Religion is largely about the rule books man creates as a cover for God. Sadly most of those rule books have little to do with the God they suppose to represent.
Men are not just fleshly bodies with an intellect within. We are all also spirit beings, and it is only with our internal spirit man, that we can connect with God. We can not see spiritual things with our natural fleshly senses.
When God made Adam, he gave him a free choice, but warned him what would happen if he chose to eat from the Tree of Knowledge. Death would result. However we must never forget that there was another tree in the Garden, the Tree of Life.
These two trees represent the choice, of either Adam himself ruling the planet, alone, with the sole aid of his intellectual knowledge, versus Adam choosing to let God reign supreme with Adam as Viceroy. A study of Genesis will show this. For the latter to occur, Adam should have eaten of the Tree of Life, which represents God's living wisdom.
When Adam rebelled, he chose to place his intellectual man as superior, and overruling, his spirit man. This is where we are today as a result of Adam. We find it hard to be led by the Spirit of God because we are so used to being led by our brainpower. Our spirit is continually suppressed. This is why we invent religions, to make God suit our image, and give us a system we can handle and control with our natural senses, and natural mind.
Nevertheless, we all still have a spirit man deep inside of each one of us. It is this man and this man alone which bears witness to the presence of a God, who is Spirit. We only hear the voice or the prompting of God with our spirit man.

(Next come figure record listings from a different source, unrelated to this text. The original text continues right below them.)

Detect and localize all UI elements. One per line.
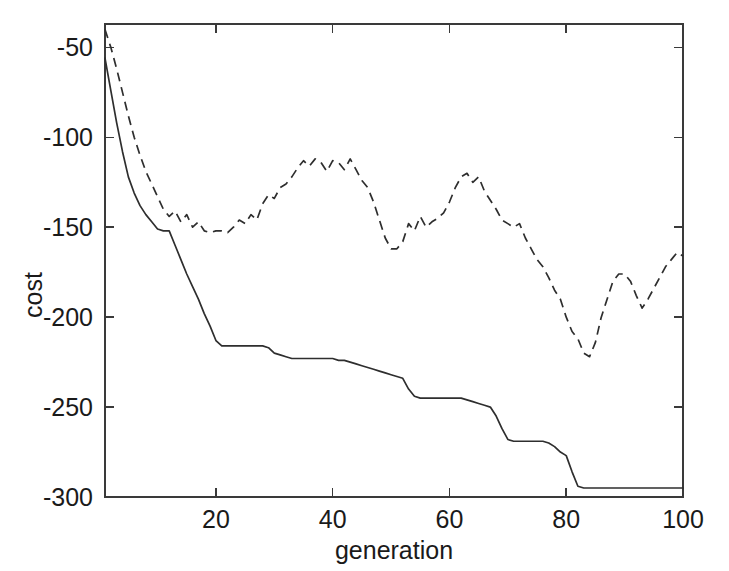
x-tick-label: 40: [319, 505, 347, 533]
y-tick-label: -200: [43, 303, 93, 331]
axis-frame: [105, 24, 683, 497]
y-tick-label: -250: [43, 393, 93, 421]
line-chart-canvas: -50-100-150-200-250-300 20406080100 cost…: [0, 0, 729, 571]
plot-border: [105, 24, 683, 497]
y-axis-ticks: [105, 47, 683, 497]
x-tick-label: 100: [662, 505, 704, 533]
y-tick-label: -100: [43, 123, 93, 151]
y-tick-label: -50: [57, 33, 93, 61]
y-axis-label: cost: [19, 272, 47, 318]
x-tick-label: 20: [202, 505, 230, 533]
x-axis-tick-labels: 20406080100: [202, 505, 704, 533]
x-axis-ticks: [216, 24, 683, 497]
chart-figure: -50-100-150-200-250-300 20406080100 cost…: [0, 0, 729, 571]
series-average-cost-line: [105, 29, 683, 356]
series-best-cost-line: [105, 58, 683, 488]
x-tick-label: 60: [436, 505, 464, 533]
x-tick-label: 80: [552, 505, 580, 533]
y-tick-label: -150: [43, 213, 93, 241]
data-series-group: [105, 29, 683, 488]
y-axis-tick-labels: -50-100-150-200-250-300: [43, 33, 93, 511]
y-tick-label: -300: [43, 483, 93, 511]
x-axis-label: generation: [335, 536, 453, 564]
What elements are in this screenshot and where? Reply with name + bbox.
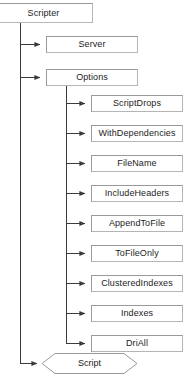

Heeding that prompting is what faith is about.
Paul, in Hebrews, quoting David's psalms says repeatedly, "today, if you WILL hear his voice, harden not your hearts". Softening our hearts is the only way we can ever become sensitive to the beckoning, inner prompting of God. Pride against God just makes us deaf to the Spirit's whisper.
This is why Jesus said to the disciples that unless they came as a little child, they would never see or enter the kingdom of heaven. This is because a child has little difficulty with comprehending spiritual things, his intellect has not matured sufficiently to overpower his spirit. A child has a far greater spiritual awareness than an adult, sadly it is soon schooled out of him.
We each have Adam's decision to make again and again, every day. Are we ruled by our intellect or are we ruled by our spirit. Being ruled by the spirit does not mean that we are unintelligent. It just means that we can identify when both are speaking and which one be given lead.
For many this is exemplified in acts of conscience, when the normal rule of law or intellect is refused, because we recognise that another voice is speaking within us. Sadly those who hate God know that to gain control of a society, the first things they have to subvert is conscience.
The more I choose to heed that inner voice, that quiet whispering of the spirit, the clearer it becomes. That voice has even saved my life on occasion.
So Jax, I believe you are absolutely right when you say that faith is a "suspension of disbelief". For me, that is as clear a description as any I have heard. Thanks.